WHAT THE EXERCISE ASKS ::
Once the line with "Locate an element on the screen. The" is found, write it out along with each later line exactly, through the end of the entries, skipping every picture.

RECORDS PROVIDED ::
Content starts

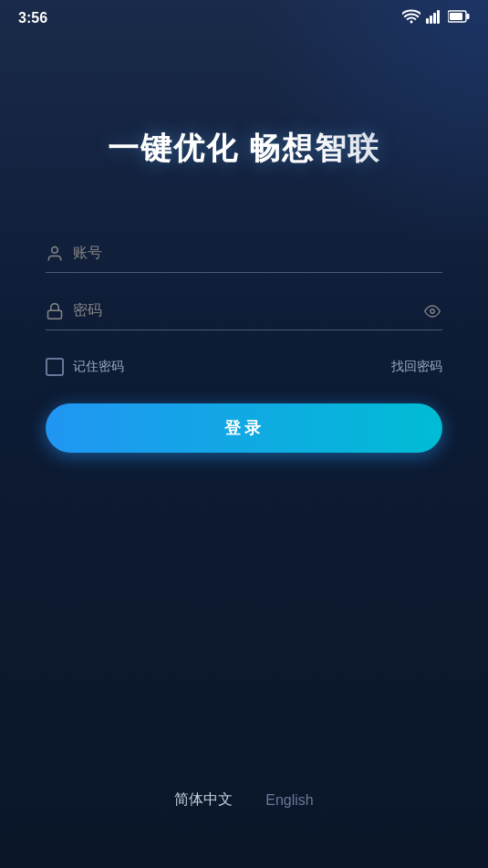 This screenshot has width=488, height=868. What do you see at coordinates (289, 800) in the screenshot?
I see `language-english: English` at bounding box center [289, 800].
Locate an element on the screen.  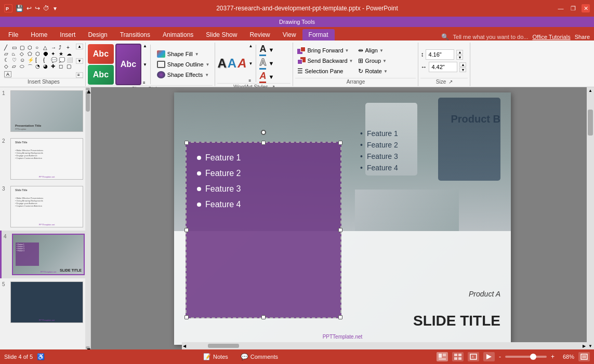
handle-ml is located at coordinates (187, 230).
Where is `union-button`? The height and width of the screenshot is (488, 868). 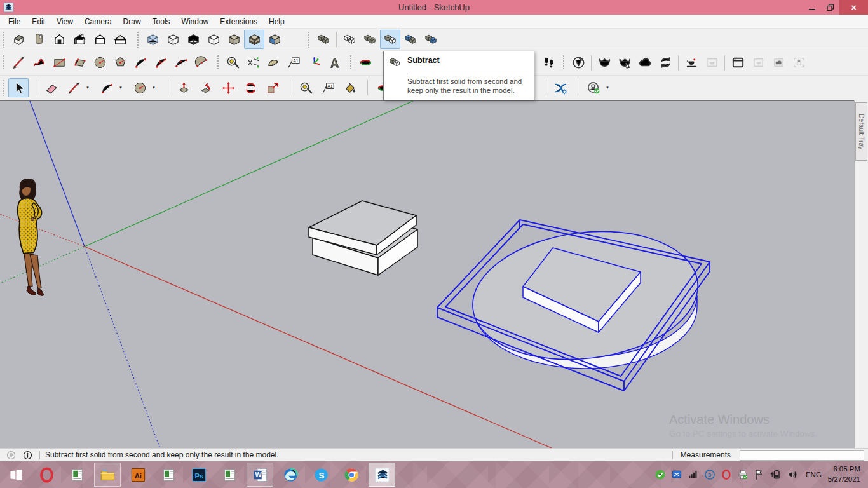 union-button is located at coordinates (370, 39).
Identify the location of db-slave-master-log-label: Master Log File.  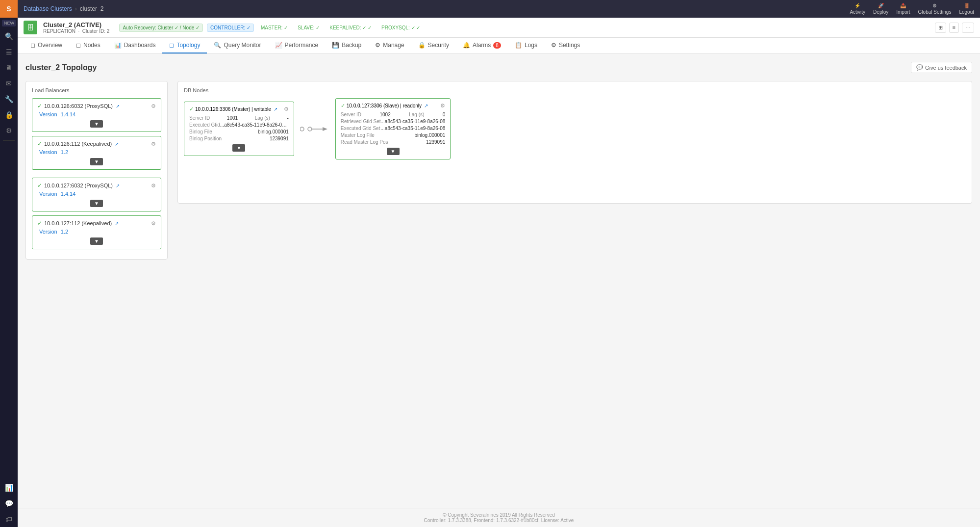
(358, 135).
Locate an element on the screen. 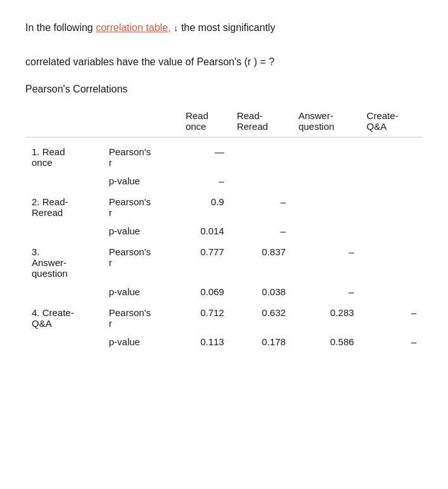  table-row: 3. Answer- question Pearson's r 0.777 0.… is located at coordinates (224, 264).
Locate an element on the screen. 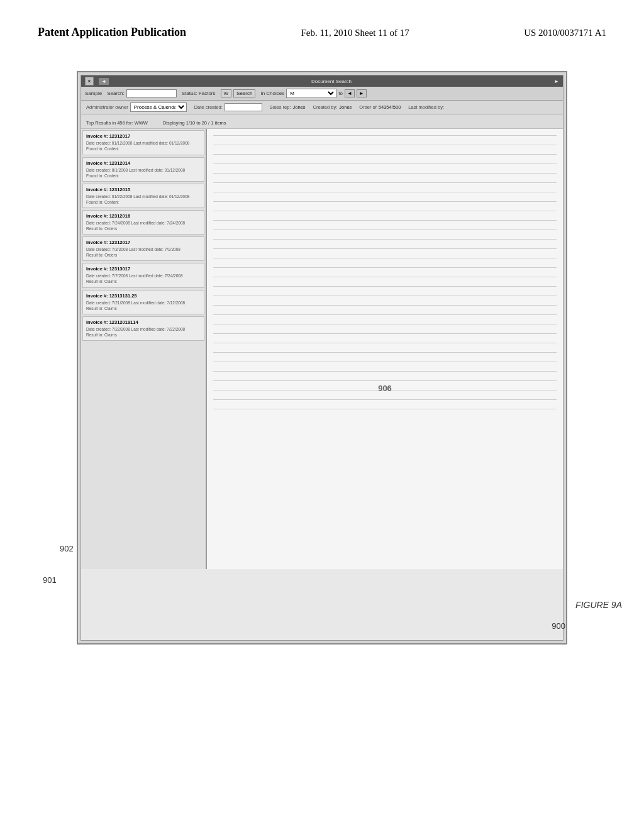  list-item-title: Invoice #: 12313131.25 is located at coordinates (143, 296).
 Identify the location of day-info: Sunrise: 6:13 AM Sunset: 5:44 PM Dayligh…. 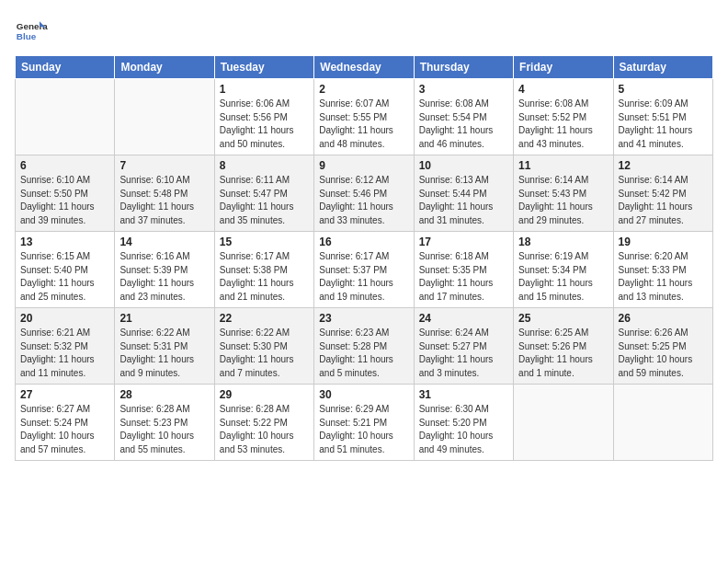
(463, 201).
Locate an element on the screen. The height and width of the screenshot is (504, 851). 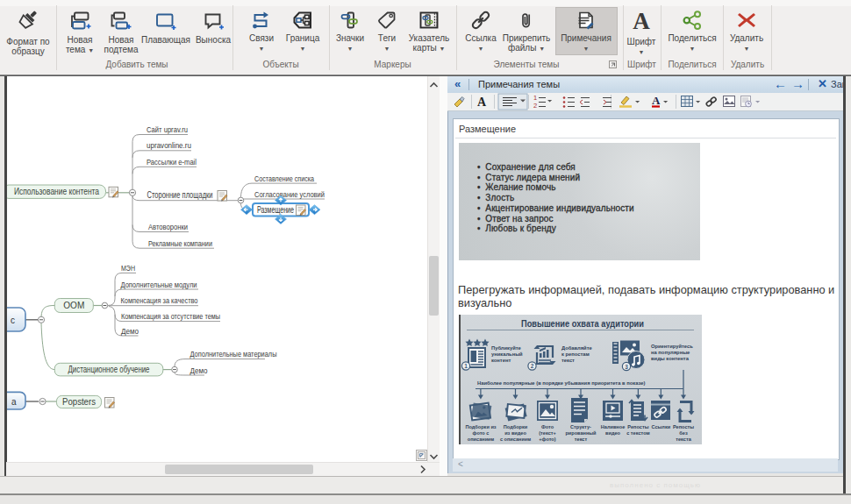
svg-text: Сторонние площадки is located at coordinates (181, 195).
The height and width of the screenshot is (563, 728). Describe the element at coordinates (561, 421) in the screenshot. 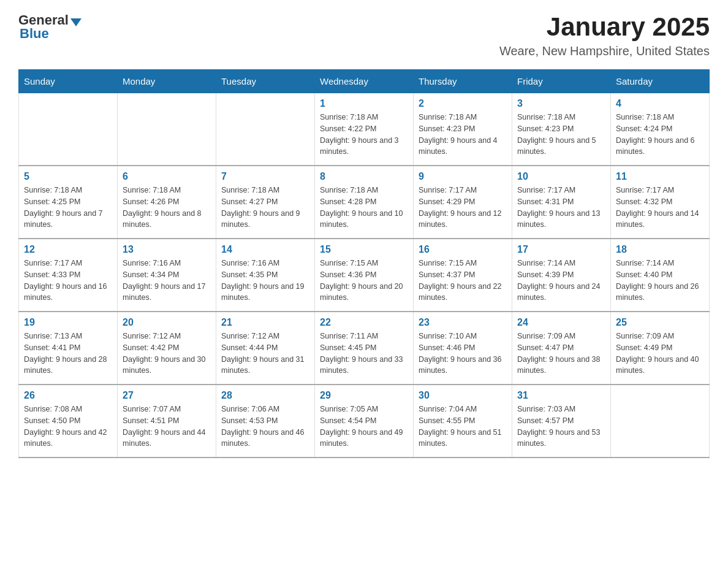

I see `calendar-cell: 31Sunrise: 7:03 AM Sunset: 4:57 PM Dayli…` at that location.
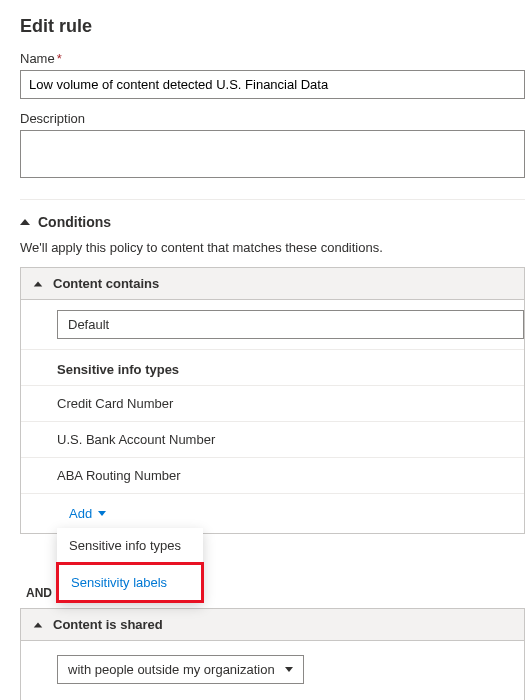 This screenshot has height=700, width=525. I want to click on list-item: ABA Routing Number, so click(272, 475).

Content ends

EXERCISE RESULT ::
Locate an element on the screen. The height and width of the screenshot is (504, 851). 
svg-text: Сторонние площадки is located at coordinates (181, 195).
The height and width of the screenshot is (563, 728). Describe the element at coordinates (561, 421) in the screenshot. 

I see `calendar-cell: 31Sunrise: 7:03 AM Sunset: 4:57 PM Dayli…` at that location.
 This screenshot has height=700, width=525. I want to click on list-item: ABA Routing Number, so click(272, 475).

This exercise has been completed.